Abstract
This article analyzes the historical formation of the “Four-Field Approach”—a distinguishing feature of American anthropology—and its process of institutionalization within United States universities. It explores how the model, advanced by Franz Boas and his students in the late 19th and early 20th centuries, transformed anthropology from a practice of museum-based description into a fundamental academic discipline.
Relying on the works of G.W. Stocking Jr. and R. Darnell, the study examines why biological, cultural, linguistic, and archaeological sub-disciplines were unified under a single departmental umbrella in the US, contrasting this with the fragmented specialization characteristic of European and subsequently Soviet schools. The article argues that this holistic structure was not merely theoretical but a strategic institutional requirement that defined the professional identity of the American anthropologist.
References
Darnell, Regna. Invisible Genealogies: A History of Americanist Anthropology. Lincoln: University of Nebraska Press, 2001. (Chapter 2: “Franz Boas and the Professionalization of American Anthropology”, pp. 33-68).
Kroeber, Alfred L. Anthropology: Race, Language, Culture, Psychology, Prehistory. New York: Harcourt, Brace and Company, 1948. (Chapter 1: “Scope and Character of Anthropology”).
Stocking, George W. Jr. Race, Culture, and Evolution: Essays in the History of Anthropology. New York: The Free Press, 1968. (pp. 195-233).
Harris, Marvin. The Rise of Anthropological Theory: A History of Theories of Culture. New York: Thomas Y. Crowell Company, 1968.
Boas, Franz. Race, Language, and Culture. New York: Macmillan, 1940.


§ TRY IT
Copy each line of the records exactly, stopping only after the line that contains "Image is 644x348 pixels." has been written, and leave pictures out.

Dataset rows describing interfaces:
■ ■ ■
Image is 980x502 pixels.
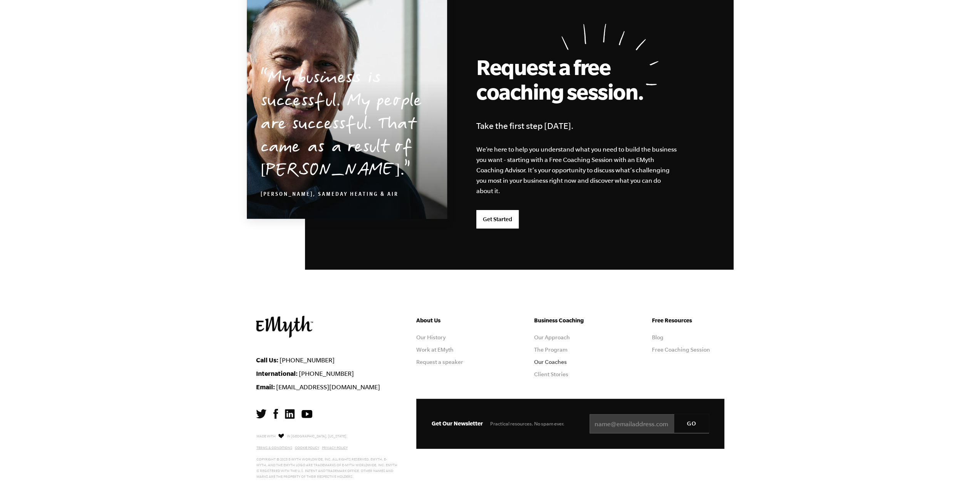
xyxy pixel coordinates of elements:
[295,446,319,450] a: Cookie Policy
[261,67,432,183] p: My business is successful. My people are successful. That came as a result of [PERSON_NAME].
[941,465,980,502] iframe: Chat Widget
[256,370,298,377] strong: International:
[256,409,267,419] img: Twitter
[416,347,454,352] a: Work at EMyth
[652,316,724,325] h5: Free Resources
[589,414,709,434] input: name@emailaddress.com
[256,432,398,480] p: Made with in [GEOGRAPHIC_DATA], [US_STATE]. Copyright © 2025 E-Myth Worldwide, Inc. All rights re...
[476,210,518,228] a: Get Started
[432,420,483,427] span: Get Our Newsletter
[285,409,294,419] img: LinkedIn
[476,144,677,197] p: We’re here to help you understand what you need to build the business you want - starting with a ...
[416,335,446,341] a: Our History
[534,359,567,365] a: Our Coaches
[274,409,278,419] img: Facebook
[261,192,399,198] cite: [PERSON_NAME], SameDay Heating & Air
[256,383,275,390] strong: Email:
[301,410,312,418] img: YouTube
[476,55,649,104] h2: Request a free coaching session.
[256,316,313,338] img: EMyth
[256,446,292,450] a: Terms & Conditions
[276,383,380,390] a: [EMAIL_ADDRESS][DOMAIN_NAME]
[652,347,710,352] a: Free Coaching Session
[279,357,335,364] a: [PHONE_NUMBER]
[534,316,606,325] h5: Business Coaching
[476,119,692,133] h4: Take the first step [DATE].
[652,335,664,341] a: Blog
[416,359,463,365] a: Request a speaker
[416,316,488,325] h5: About Us
[322,446,347,450] a: Privacy Policy
[278,434,284,438] img: Love
[534,371,568,377] a: Client Stories
[674,414,709,433] input: GO
[534,347,567,352] a: The Program
[490,421,564,427] span: Practical resources. No spam ever.
[256,356,278,364] strong: Call Us:
[299,370,354,377] a: [PHONE_NUMBER]
[534,335,570,341] a: Our Approach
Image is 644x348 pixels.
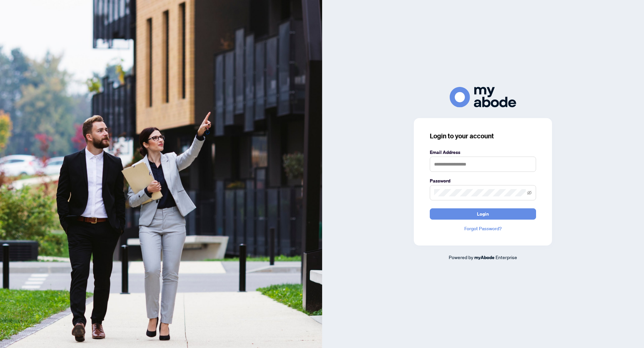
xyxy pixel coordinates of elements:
button: Login [430,208,536,220]
span: eye-invisible [527,190,532,195]
span: Login [477,208,489,219]
a: myAbode [474,253,494,261]
label: Password [430,177,536,184]
label: Email Address [430,149,536,156]
img: ma-logo [450,87,516,107]
span: Enterprise [496,254,517,260]
span: Powered by [449,254,473,260]
a: Forgot Password? [430,225,536,232]
h3: Login to your account [430,131,536,140]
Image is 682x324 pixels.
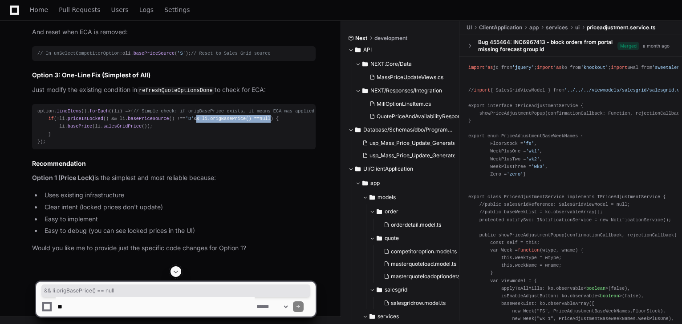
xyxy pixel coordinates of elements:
li: Clear intent (locked prices don't update) [42,203,316,213]
span: services [546,24,568,31]
button: competitoroption.model.ts [380,246,476,258]
span: 'wk2' [526,156,539,162]
div: option. (). ( { (!li. () && li. () !== && li. () == ) { li. (li. ()); } }); [37,108,310,146]
span: 'jquery' [512,65,534,70]
span: app [529,24,539,31]
span: NEXT/Responses/Integration [370,87,442,94]
button: usp_Mass_Price_Update_Generate_ByMassPriceProductGroupId_MillList.sql [359,150,454,162]
span: UI [466,24,472,31]
span: NEXT.Core/Data [370,61,412,68]
button: Database/Schemas/dbo/Programmability/Stored Procedures/Mass_Price_Update [348,123,453,137]
button: app [355,176,460,191]
span: Settings [164,7,190,12]
span: if [49,116,54,122]
span: development [374,35,407,42]
button: MassPriceUpdateViews.cs [366,71,454,84]
div: Bug 455464: INC6967413 - block orders from portal missing forecast group id [478,39,617,53]
button: order [369,205,474,219]
svg: Directory [355,125,361,135]
strong: Option 1 (Price Lock) [32,174,94,182]
span: 'fs' [523,141,534,146]
li: Uses existing infrastructure [42,191,316,201]
button: NEXT.Core/Data [355,57,460,71]
button: quote [369,231,474,246]
span: 'S' [177,51,185,56]
span: // In unSelectCompetitorOption: [37,51,122,56]
span: // Simple check: if origBasePrice exists, it means ECA was applied [134,109,315,114]
span: MillOptionLineItem.cs [377,101,431,108]
h2: Option 3: One-Line Fix (Simplest of All) [32,71,316,80]
span: ui [575,24,580,31]
button: MillOptionLineItem.cs [366,98,462,110]
svg: Directory [355,164,361,174]
span: MassPriceUpdateViews.cs [377,74,443,81]
span: QuotePriceAndAvailabilityResponse.cs [377,113,474,120]
button: NEXT/Responses/Integration [355,84,460,98]
button: usp_Mass_Price_Update_Generate_ByMassPriceGroupings.sql [359,137,454,150]
svg: Directory [362,178,368,189]
span: priceadjustment.service.ts [587,24,656,31]
svg: Directory [362,85,368,96]
span: quote [385,235,399,242]
span: 'wk3' [531,164,545,169]
h2: Recommendation [32,159,316,168]
span: ClientApplication [479,24,522,31]
span: orderdetail.model.ts [391,222,441,229]
button: UI/ClientApplication [348,162,453,176]
span: Merged [617,41,639,50]
span: Logs [139,7,154,12]
span: import [537,65,553,70]
button: masterquoteload.model.ts [380,258,476,271]
span: priceIsLocked [68,116,103,122]
span: API [363,46,372,53]
span: import [468,65,485,70]
span: 'knockout' [581,65,608,70]
span: Users [111,7,129,12]
p: Just modify the existing condition in to check for ECA: [32,85,316,96]
span: UI/ClientApplication [363,166,413,173]
span: 'wk1' [526,149,539,154]
div: oli. ( ); [37,50,310,57]
span: usp_Mass_Price_Update_Generate_ByMassPriceProductGroupId_MillList.sql [369,152,560,159]
span: salesGridPrice [103,124,142,129]
span: import [611,65,627,70]
button: QuotePriceAndAvailabilityResponse.cs [366,110,462,123]
span: 'zero' [507,172,523,177]
span: import [474,88,490,93]
li: Easy to implement [42,215,316,225]
span: models [377,194,396,201]
span: competitoroption.model.ts [391,248,457,255]
span: && li.origBasePrice() == null [44,288,308,295]
li: Easy to debug (you can see locked prices in the UI) [42,226,316,236]
button: API [348,43,453,57]
span: lineItems [57,109,81,114]
svg: Directory [362,59,368,69]
span: as [556,65,561,70]
span: // Reset to Sales Grid source [191,51,271,56]
p: And reset when ECA is removed: [32,27,316,37]
span: basePriceSource [134,51,174,56]
p: Would you like me to provide just the specific code changes for Option 1? [32,243,316,254]
span: Pull Requests [59,7,100,12]
div: a month ago [643,42,669,49]
span: ( ) => [111,109,130,114]
span: null [259,116,271,122]
p: is the simplest and most reliable because: [32,173,316,183]
svg: Directory [355,45,361,55]
span: Next [355,35,367,42]
code: refreshQuoteOptionsDone [137,87,215,95]
svg: Directory [369,192,375,203]
span: origBasePrice [210,116,246,122]
span: li [114,109,120,114]
span: app [370,180,380,187]
span: Database/Schemas/dbo/Programmability/Stored Procedures/Mass_Price_Update [363,126,453,134]
button: models [362,191,467,205]
span: function [518,248,539,253]
span: 'D' [186,116,194,122]
span: as [487,65,493,70]
span: basePriceSource [128,116,169,122]
button: orderdetail.model.ts [380,219,469,231]
span: Home [30,7,48,12]
svg: Directory [377,207,382,217]
span: basePrice [68,124,92,129]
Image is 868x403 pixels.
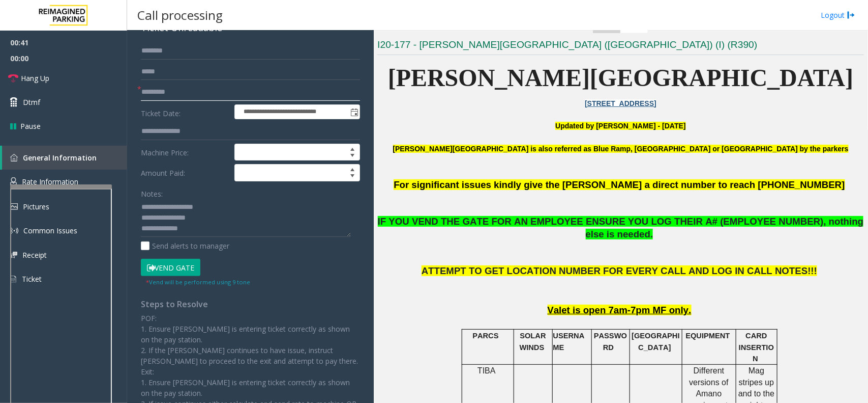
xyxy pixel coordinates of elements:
span: . [650,229,653,239]
span: PARCS [473,331,499,340]
span: Dtmf [23,97,40,107]
small: Vend will be performed using 9 tone [146,278,250,286]
img: 'icon' [10,177,17,186]
a: Logout [821,9,856,21]
label: Ticket Date: [138,105,232,120]
span: CARD INSERTION [739,331,775,363]
button: Vend Gate [141,259,201,276]
label: Amount Paid: [138,164,232,181]
span: PASSWORD [594,331,627,351]
label: Send alerts to manager [141,240,230,251]
span: SOLAR WINDS [520,331,547,351]
span: Decrease value [345,153,360,160]
span: For significant issues kindly give the [PERSON_NAME] a direct number to reach [PHONE_NUMBER] [394,179,845,189]
span: Valet is open 7am-7pm MF only. [548,304,691,315]
font: Updated by [PERSON_NAME] - [DATE] [555,122,685,129]
span: Decrease value [345,172,360,181]
span: Increase value [345,144,360,153]
img: 'icon' [10,153,18,161]
h4: Steps to Resolve [141,299,360,309]
span: General Information [23,153,97,162]
span: EQUIPMENT [686,331,731,340]
b: [PERSON_NAME][GEOGRAPHIC_DATA] is also referred as Blue Ramp, [GEOGRAPHIC_DATA] or [GEOGRAPHIC_DA... [393,145,849,153]
label: Notes: [141,185,163,199]
span: Toggle popup [349,105,360,119]
span: Hang Up [21,73,50,83]
h3: Call processing [132,3,228,27]
span: IF YOU VEND THE GATE FOR AN EMPLOYEE ENSURE YOU LOG THEIR A# (EMPLOYEE NUMBER), nothing else is n... [378,216,865,239]
span: Rate Information [22,177,78,186]
a: General Information [2,146,127,170]
span: TIBA [477,366,496,375]
span: Increase value [345,165,360,172]
span: ATTEMPT TO GET LOCATION NUMBER FOR EVERY CALL AND LOG IN CALL NOTES!!! [422,265,817,276]
span: USERNAME [554,331,585,351]
span: Pause [21,121,40,131]
img: logout [847,9,856,21]
h3: I20-177 - [PERSON_NAME][GEOGRAPHIC_DATA] ([GEOGRAPHIC_DATA]) (I) (R390) [378,39,865,55]
span: [GEOGRAPHIC_DATA] [632,331,679,351]
label: Machine Price: [138,143,232,161]
a: [STREET_ADDRESS] [585,99,656,107]
span: [PERSON_NAME][GEOGRAPHIC_DATA] [388,64,854,91]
■ ■ ■
§ ANSWER FOR THE TASK
Image is 980x502 pixels.
xyxy pixel coordinates of elements:
[295,446,319,450] a: Cookie Policy
[261,67,432,183] p: My business is successful. My people are successful. That came as a result of [PERSON_NAME].
[941,465,980,502] iframe: Chat Widget
[256,370,298,377] strong: International:
[256,409,267,419] img: Twitter
[416,347,454,352] a: Work at EMyth
[652,316,724,325] h5: Free Resources
[589,414,709,434] input: name@emailaddress.com
[256,432,398,480] p: Made with in [GEOGRAPHIC_DATA], [US_STATE]. Copyright © 2025 E-Myth Worldwide, Inc. All rights re...
[476,210,518,228] a: Get Started
[432,420,483,427] span: Get Our Newsletter
[285,409,294,419] img: LinkedIn
[476,144,677,197] p: We’re here to help you understand what you need to build the business you want - starting with a ...
[416,335,446,341] a: Our History
[534,359,567,365] a: Our Coaches
[274,409,278,419] img: Facebook
[261,192,399,198] cite: [PERSON_NAME], SameDay Heating & Air
[256,383,275,390] strong: Email:
[301,410,312,418] img: YouTube
[476,55,649,104] h2: Request a free coaching session.
[256,316,313,338] img: EMyth
[256,446,292,450] a: Terms & Conditions
[276,383,380,390] a: [EMAIL_ADDRESS][DOMAIN_NAME]
[652,347,710,352] a: Free Coaching Session
[279,357,335,364] a: [PHONE_NUMBER]
[534,316,606,325] h5: Business Coaching
[476,119,692,133] h4: Take the first step [DATE].
[652,335,664,341] a: Blog
[416,359,463,365] a: Request a speaker
[416,316,488,325] h5: About Us
[322,446,347,450] a: Privacy Policy
[278,434,284,438] img: Love
[534,371,568,377] a: Client Stories
[674,414,709,433] input: GO
[534,347,567,352] a: The Program
[490,421,564,427] span: Practical resources. No spam ever.
[256,356,278,364] strong: Call Us:
[299,370,354,377] a: [PHONE_NUMBER]
[534,335,570,341] a: Our Approach
Image is 644x348 pixels.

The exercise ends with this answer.